Al Fadi is an former Muslim from Saudi Arabia, and he now works as a Christian apologist.
He recently gave his testimony on a YouTube video with fellow apologist David Wood, and he made an interesting comment about the Saudi perception of America.
He said the people of Saudi Arabia hate America, because they hate Christians, and they think of the United States as a Christian nation.
Then, they see our movies and television, and they hear our music, and conclude that Christians, and Christian doctrine, are immoral.
Obviously they’re wrong.
Not about the immorality — all Christians are sinners — it’s a prerequisite to being one.
They’re wrong about the United States being a Christian nation, but they can’t be faulted.
Even American believers can fall into the trap of believing we live in a Christian nation.
We can argue about our nation’s origins all day long, but it's clear where we are now. If we judge our nation the way the rest of the world does, we must either conclude that all Christians are immoral, or that we do not live in a Christian nation.
The Oxford University Press reports that Christians in other parts of the world are sending missionaries to the United States because they see it as the modern-day Rome — the furthest thing I can imagine from a Christian nation.
Maybe you look at things happening elsewhere in the country, and conclude that while we do not live a Christian nation, at least we live in a Christian town, nestled safely in the Bible belt.
If so, you’d be wrong again. San Angelo is not a Christian town any more than the United States is a Christian nation.
I will grant that we have lots of churches. Google returns 67 results when I searched “churches in San Angelo.” Looking through the list, I noticed several churches were missing, so let’s assume there are twice that number in San Angelo.
According to the Hartford Institute for Religion Research, the median church congregation size in the United States is 75 members. In that case, we can safely bet that 10,050 people regularly attend church in San Angelo.
The US Census Bureau’s estimate San Angelo's current population is100,450 people, which means only 10 percent of San Angeloans regularly gather as believers in Jesus.
That is not what a Christian town looks like.
Or look at the jail bookings the Standard-Times publishes every day at gosanangelo.com — that’s not what a Christian town looks like, either.

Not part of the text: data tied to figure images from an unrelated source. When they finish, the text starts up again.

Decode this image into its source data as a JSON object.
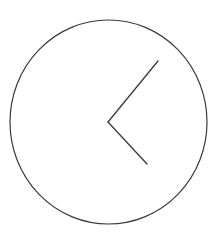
{
  "diagram": {
    "type": "clock-face",
    "stroke_color": "#3a3a3a",
    "background": "#ffffff",
    "face": {
      "cx": 108.5,
      "cy": 122,
      "rx": 98.5,
      "ry": 102
    },
    "hands": [
      {
        "name": "upper-hand",
        "x1": 108,
        "y1": 122,
        "x2": 158,
        "y2": 61
      },
      {
        "name": "lower-hand",
        "x1": 108,
        "y1": 122,
        "x2": 147,
        "y2": 164
      }
    ]
  }
}
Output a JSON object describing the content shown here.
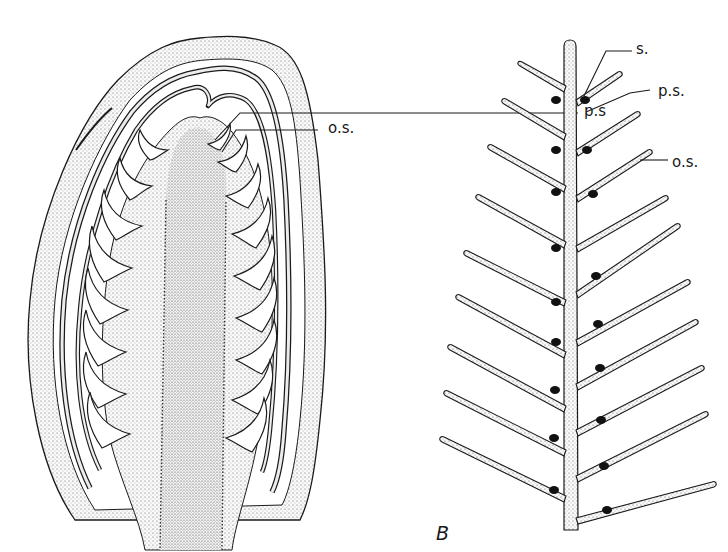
{
  "figure": {
    "panels": [
      {
        "id": "A",
        "description": "Longitudinal section of cone/strobilus with scales and ovules",
        "letter": "",
        "labels": [
          {
            "text": "p.s",
            "x": 584,
            "y": 104
          },
          {
            "text": "o.s.",
            "x": 528,
            "y": 121
          }
        ]
      },
      {
        "id": "B",
        "description": "Branched axis with paired scales and seeds",
        "letter": "B",
        "labels": [
          {
            "text": "s.",
            "x": 636,
            "y": 42
          },
          {
            "text": "p.s.",
            "x": 658,
            "y": 84
          },
          {
            "text": "o.s.",
            "x": 672,
            "y": 155
          }
        ]
      }
    ],
    "colors": {
      "ink": "#1a1a1a",
      "stipple": "#e7e7e7",
      "background": "#ffffff"
    }
  }
}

It is important that the church in San Angelo stops thinking of our town as Christian.
If you go to the mall and ask ten people what the gospel is, you might get two who know.
Our town is starving for the gospel, but we are busy huddled in our churches thinking the town outside is doing fine. If we believed there were a need for the gospel outside our walls, we’d go out into our town and share it, wouldn’t we?

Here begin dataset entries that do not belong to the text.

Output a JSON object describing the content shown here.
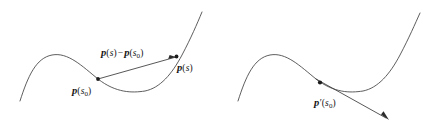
{
  "figure": {
    "background_color": "#ffffff",
    "curve_color": "#4c4c4c",
    "line_color": "#3a3a3a",
    "marker_color": "#1c1c1c",
    "text_color": "#161616",
    "panel_count": 2
  },
  "panels": [
    {
      "name": "left-panel",
      "description": "Curve with secant vector from p(s0) to p(s)",
      "curve_path": "M 20,101 C 28,76 36,58 52,55 C 68,52 82,66 98,79 C 116,93 132,93 145,91 C 160,88 172,74 182,55 C 191,38 197,24 202,12",
      "secant_path": "M 98,79 L 176,57",
      "points": [
        {
          "name": "p-s0-dot",
          "x": 98,
          "y": 79
        },
        {
          "name": "p-s-dot",
          "x": 176,
          "y": 57
        }
      ],
      "arrowhead": {
        "x": 176,
        "y": 57,
        "angle_deg": -15.8
      },
      "labels": [
        {
          "name": "secant-vector-label",
          "tex": "p(s) - p(s0)",
          "x": 101,
          "y": 48
        },
        {
          "name": "point-p-s-label",
          "tex": "p(s)",
          "x": 177,
          "y": 63
        },
        {
          "name": "point-p-s0-label",
          "tex": "p(s0)",
          "x": 72,
          "y": 86
        }
      ]
    },
    {
      "name": "right-panel",
      "description": "Same curve with tangent vector p'(s0) at the point",
      "curve_path": "M 238,101 C 246,76 254,58 270,55 C 286,52 300,66 316,79 C 334,93 350,93 363,91 C 378,88 390,74 400,55 C 409,38 415,24 420,13",
      "tangent_path": "M 316,79 L 386,118",
      "points": [
        {
          "name": "p-s0-dot",
          "x": 320,
          "y": 82
        }
      ],
      "arrowhead": {
        "x": 389,
        "y": 120,
        "angle_deg": 29.5
      },
      "labels": [
        {
          "name": "tangent-vector-label",
          "tex": "p'(s0)",
          "x": 314,
          "y": 98
        }
      ]
    }
  ],
  "labels": {
    "secant_vector": {
      "vector_symbol": "p",
      "open_paren": "(",
      "arg": "s",
      "close_paren": ")",
      "operator": "−",
      "vector_symbol_2": "p",
      "arg_2": "s",
      "subscript_2": "0",
      "plain_text": "p(s) − p(s₀)"
    },
    "point_p_s": {
      "vector_symbol": "p",
      "open_paren": "(",
      "arg": "s",
      "close_paren": ")",
      "plain_text": "p(s)"
    },
    "point_p_s0": {
      "vector_symbol": "p",
      "open_paren": "(",
      "arg": "s",
      "subscript": "0",
      "close_paren": ")",
      "plain_text": "p(s₀)"
    },
    "tangent_p_prime_s0": {
      "vector_symbol": "p",
      "prime": "′",
      "open_paren": "(",
      "arg": "s",
      "subscript": "0",
      "close_paren": ")",
      "plain_text": "p′(s₀)"
    }
  }
}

We do not live in a Christian town, but I want to.
I want San Angelo to be a Christian town. I’d like to invite you to join me and others in making that happen. If you do that math, you’ll notice that if every person attending church were truly saved, each believer would only need to reach 10 people before the whole town heard the gospel.
If each believer only shared the gospel once a week, we’d be done evangelizing San Angelo before summer is over. Assuming God does an amazing miracle, and every person in San Angelo believed the gospel and then shared with another 10 people outside San Angelo, one per week, and every person who believed did the same, we would reach a population equivalent to California, Texas, Florida, New York and Connecticut combined before the end of the year.
Not only could we live in a Christian town, but we could become a truly Christian nation.